The cello-laced "Lunar Days" introduces another abiding theme, that of celestial imagery. But there's a hazy, senses-blurring feel to the many moons and constellations that pop up across the album, in line with the slightly surreal tone of the aforementioned Grimshaw's night skies. It's never clear what these images portend; the darker edges of the dream emerge here, as these lunar days mark "the year that the monster will come." But even that observation is made with no apparent terror, just a laconic bemusement.

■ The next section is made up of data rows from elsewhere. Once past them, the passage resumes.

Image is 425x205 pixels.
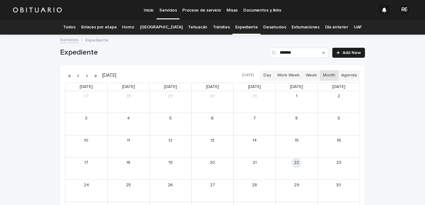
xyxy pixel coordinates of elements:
[208,91,218,101] a: July 30, 2025
[192,113,234,135] td: August 6, 2025
[124,180,134,190] a: August 25, 2025
[124,158,134,168] a: August 18, 2025
[250,158,260,168] a: August 21, 2025
[292,158,302,168] a: August 22, 2025
[107,157,149,179] td: August 18, 2025
[334,91,344,101] a: August 2, 2025
[289,83,305,91] a: Friday
[122,20,134,35] a: Horno
[81,180,91,190] a: August 24, 2025
[149,113,192,135] td: August 5, 2025
[91,70,100,80] button: Next year
[60,48,267,57] h1: Expediente
[325,20,348,35] a: Día anterior
[250,135,260,145] a: August 14, 2025
[331,83,347,91] a: Saturday
[107,91,149,113] td: July 28, 2025
[334,180,344,190] a: August 30, 2025
[107,135,149,157] td: August 11, 2025
[354,20,362,35] a: UAF
[166,135,176,145] a: August 12, 2025
[318,157,360,179] td: August 23, 2025
[318,91,360,113] td: August 2, 2025
[192,91,234,113] td: July 30, 2025
[303,70,320,81] button: Week
[192,157,234,179] td: August 20, 2025
[333,48,365,58] a: Add New
[163,83,178,91] a: Tuesday
[274,70,303,81] button: Work Week
[292,180,302,190] a: August 29, 2025
[65,70,74,80] button: Previous year
[292,135,302,145] a: August 15, 2025
[12,4,62,16] img: HUM7g2VNRLqGMmR9WVqf
[205,83,220,91] a: Wednesday
[208,135,218,145] a: August 13, 2025
[234,157,276,179] td: August 21, 2025
[235,20,258,35] a: Expediente
[334,158,344,168] a: August 23, 2025
[276,91,318,113] td: August 1, 2025
[166,113,176,123] a: August 5, 2025
[208,113,218,123] a: August 6, 2025
[276,113,318,135] td: August 8, 2025
[107,113,149,135] td: August 4, 2025
[343,50,361,55] span: Add New
[320,70,339,81] button: Month
[318,113,360,135] td: August 9, 2025
[334,135,344,145] a: August 16, 2025
[81,91,91,101] a: July 27, 2025
[83,70,91,80] button: Next month
[192,179,234,201] td: August 27, 2025
[250,91,260,101] a: July 31, 2025
[78,83,94,91] a: Sunday
[263,20,286,35] a: Desahucios
[276,135,318,157] td: August 15, 2025
[318,179,360,201] td: August 30, 2025
[234,179,276,201] td: August 28, 2025
[234,113,276,135] td: August 7, 2025
[124,135,134,145] a: August 11, 2025
[234,135,276,157] td: August 14, 2025
[318,135,360,157] td: August 16, 2025
[334,113,344,123] a: August 9, 2025
[250,180,260,190] a: August 28, 2025
[166,158,176,168] a: August 19, 2025
[107,179,149,201] td: August 25, 2025
[149,179,192,201] td: August 26, 2025
[270,48,329,58] input: Search
[208,180,218,190] a: August 27, 2025
[276,157,318,179] td: August 22, 2025
[213,20,230,35] a: Trámites
[100,73,116,78] h2: [DATE]
[292,91,302,101] a: August 1, 2025
[81,135,91,145] a: August 10, 2025
[81,20,117,35] a: Enlaces por etapa
[65,157,107,179] td: August 17, 2025
[166,91,176,101] a: July 29, 2025
[339,70,360,81] button: Agenda
[124,91,134,101] a: July 28, 2025
[81,113,91,123] a: August 3, 2025
[247,83,263,91] a: Thursday
[276,179,318,201] td: August 29, 2025
[140,20,183,35] a: [GEOGRAPHIC_DATA]
[234,91,276,113] td: July 31, 2025
[261,70,275,81] button: Day
[149,135,192,157] td: August 12, 2025
[65,135,107,157] td: August 10, 2025
[400,5,410,15] div: RE
[192,135,234,157] td: August 13, 2025
[149,91,192,113] td: July 29, 2025
[65,91,107,113] td: July 27, 2025
[121,83,136,91] a: Monday
[63,20,75,35] a: Todos
[65,179,107,201] td: August 24, 2025
[65,113,107,135] td: August 3, 2025
[250,113,260,123] a: August 7, 2025
[74,70,83,80] button: Previous month
[239,71,257,80] button: [DATE]
[188,20,207,35] a: Tehuacán
[292,20,320,35] a: Exhumaciones
[85,36,109,43] p: Expediente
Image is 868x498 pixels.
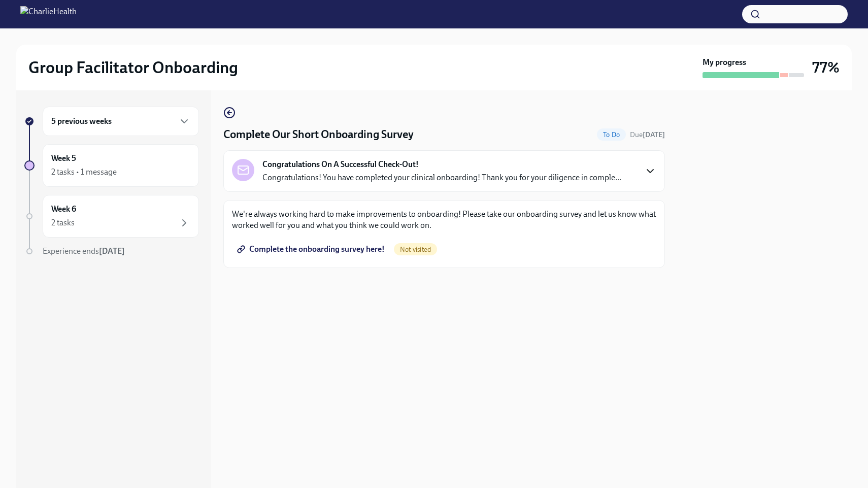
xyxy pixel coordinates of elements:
h2: Group Facilitator Onboarding [28,57,238,78]
strong: My progress [703,57,746,68]
a: Week 62 tasks [24,195,199,237]
span: To Do [597,131,626,139]
a: Complete the onboarding survey here! [232,239,392,259]
p: We're always working hard to make improvements to onboarding! Please take our onboarding survey a... [232,208,656,231]
div: 2 tasks [51,217,75,228]
h4: Complete Our Short Onboarding Survey [223,127,414,142]
div: 2 tasks • 1 message [51,167,116,178]
h6: Week 6 [51,204,76,215]
div: 5 previous weeks [43,107,199,136]
h6: Week 5 [51,153,76,164]
span: Complete the onboarding survey here! [239,244,385,254]
strong: Congratulations On A Successful Check-Out! [262,159,419,170]
span: Not visited [394,245,437,253]
strong: [DATE] [643,130,665,139]
h3: 77% [812,59,840,76]
span: Experience ends [43,246,125,256]
img: CharlieHealth [20,6,76,22]
a: Week 52 tasks • 1 message [24,144,199,187]
span: Due [630,130,665,139]
strong: [DATE] [99,246,125,256]
p: Congratulations! You have completed your clinical onboarding! Thank you for your diligence in com... [262,172,621,183]
span: October 6th, 2025 09:00 [630,130,665,139]
h6: 5 previous weeks [51,116,112,127]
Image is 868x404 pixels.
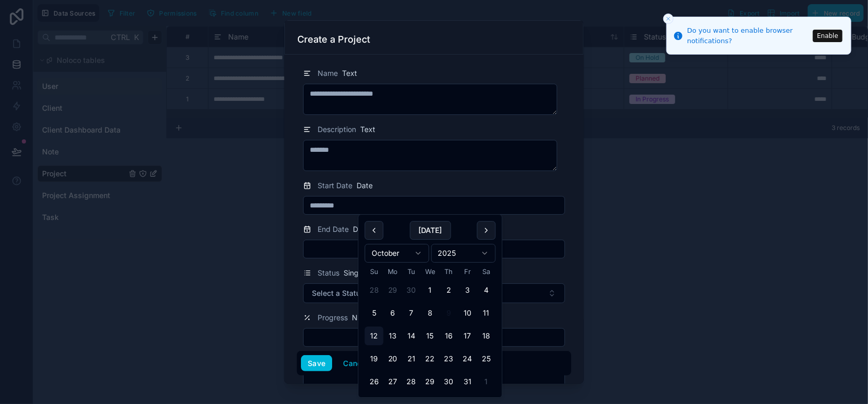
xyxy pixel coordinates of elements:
th: Wednesday [421,267,439,277]
span: Status [317,268,339,278]
button: Monday, October 20th, 2025 [384,350,402,368]
button: Thursday, October 2nd, 2025 [439,281,458,299]
button: Tuesday, October 28th, 2025 [402,372,421,391]
span: End Date [317,224,349,234]
button: Close toast [663,14,673,24]
button: Wednesday, October 15th, 2025 [421,326,439,345]
button: Sunday, October 19th, 2025 [365,350,384,368]
button: Thursday, October 9th, 2025, selected [439,304,458,323]
span: Date [357,180,372,191]
button: Enable [813,29,842,42]
span: Text [342,68,357,78]
button: Saturday, October 18th, 2025 [477,326,496,345]
button: Saturday, October 25th, 2025 [477,350,496,368]
button: Sunday, September 28th, 2025 [365,281,384,299]
button: Tuesday, October 21st, 2025 [402,350,421,368]
th: Sunday [365,267,384,277]
button: Thursday, October 23rd, 2025 [439,350,458,368]
table: October 2025 [365,267,496,391]
span: Date [353,224,369,234]
span: Single option select [344,268,410,278]
button: Monday, October 27th, 2025 [384,372,402,391]
button: Tuesday, October 14th, 2025 [402,326,421,345]
button: Saturday, October 4th, 2025 [477,281,496,299]
button: Wednesday, October 1st, 2025 [421,281,439,299]
button: Tuesday, October 7th, 2025 [402,304,421,323]
span: Progress [317,313,347,323]
button: Cancel [336,355,375,372]
button: Tuesday, September 30th, 2025 [402,281,421,299]
span: Name [317,68,338,78]
span: Number (Decimal) [352,313,414,323]
button: Monday, October 6th, 2025 [384,304,402,323]
button: Friday, October 3rd, 2025 [458,281,477,299]
button: Friday, October 24th, 2025 [458,350,477,368]
button: Wednesday, October 29th, 2025 [421,372,439,391]
button: Wednesday, October 8th, 2025 [421,304,439,323]
span: Select a Status [312,288,364,299]
button: Friday, October 10th, 2025 [458,304,477,323]
h3: Create a Project [297,33,370,46]
button: Select Button [303,283,564,303]
th: Friday [458,267,477,277]
span: Description [317,124,356,135]
th: Tuesday [402,267,421,277]
span: Text [360,124,375,135]
div: Do you want to enable browser notifications? [687,26,810,46]
button: Thursday, October 30th, 2025 [439,372,458,391]
button: [DATE] [409,221,451,240]
th: Saturday [477,267,496,277]
button: Wednesday, October 22nd, 2025 [421,350,439,368]
button: Thursday, October 16th, 2025 [439,326,458,345]
th: Monday [384,267,402,277]
button: Saturday, November 1st, 2025 [477,372,496,391]
button: Friday, October 17th, 2025 [458,326,477,345]
th: Thursday [439,267,458,277]
button: Monday, September 29th, 2025 [384,281,402,299]
button: Today, Sunday, October 12th, 2025 [365,326,384,345]
button: Saturday, October 11th, 2025 [477,304,496,323]
button: Sunday, October 5th, 2025 [365,304,384,323]
button: Monday, October 13th, 2025 [384,326,402,345]
button: Friday, October 31st, 2025 [458,372,477,391]
span: Start Date [317,180,352,191]
button: Save [301,355,332,372]
button: Sunday, October 26th, 2025 [365,372,384,391]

Harmer brings some electronic beats to the beginning of "Everything You See Tonight Is Different From Itself," but even this ostensibly anomalous element is quickly subsumed into a familiarly hypnotic feel, albeit a more insistently propelled one. "You're an empty face in an empty house," MacLean proclaims ... but is he referring to somebody else or to himself? Either way, the tune's surprising melodic detours mark it as one of the band's most musically sophisticated achievements thus far.

As with all The Clientele's output, Music In The Age Of Miracles is informed by the quintessential Englishness in the specificity of MacLean's language. What other current indie-pop outfit would casually toss off phrases like "tea at the refectory" and populate their songs with stanchions, holloways, and Buddleia and Whin plants?

A bittersweet nostalgia for the verdant vistas of his youth has always been a part of MacLean's outlook, and an almost corporeal encounter with that longing emerges on "The Museum of Fog" as a possible source for the dislocation expressed throughout these songs. As they've sometimes done in the past, The Clientele has included a spoken-word prose piece (plus music) here, and "The Museum of Fog" chronicles a surreal encounter with the middle-aged narrator's own 16-year-old self.

By the time we reach the gorgeously gliding title track at the album's end, we're presented with what feels like a summing up of the entire album's experience. MacLean sings, "Lately I've been living like I'm so far away / Like I'm somebody else in some other place / Now the year is turning and the eeriness comes to the boughs of the elms, to the places I love." From song to song, we've been wondering which parts are "real" and which are dreams, but maybe we've been asking the wrong question all along. Maybe it was all a dream. If so, it's one with no urgent need for awakening; it's the kind of dream you like to live in for a while.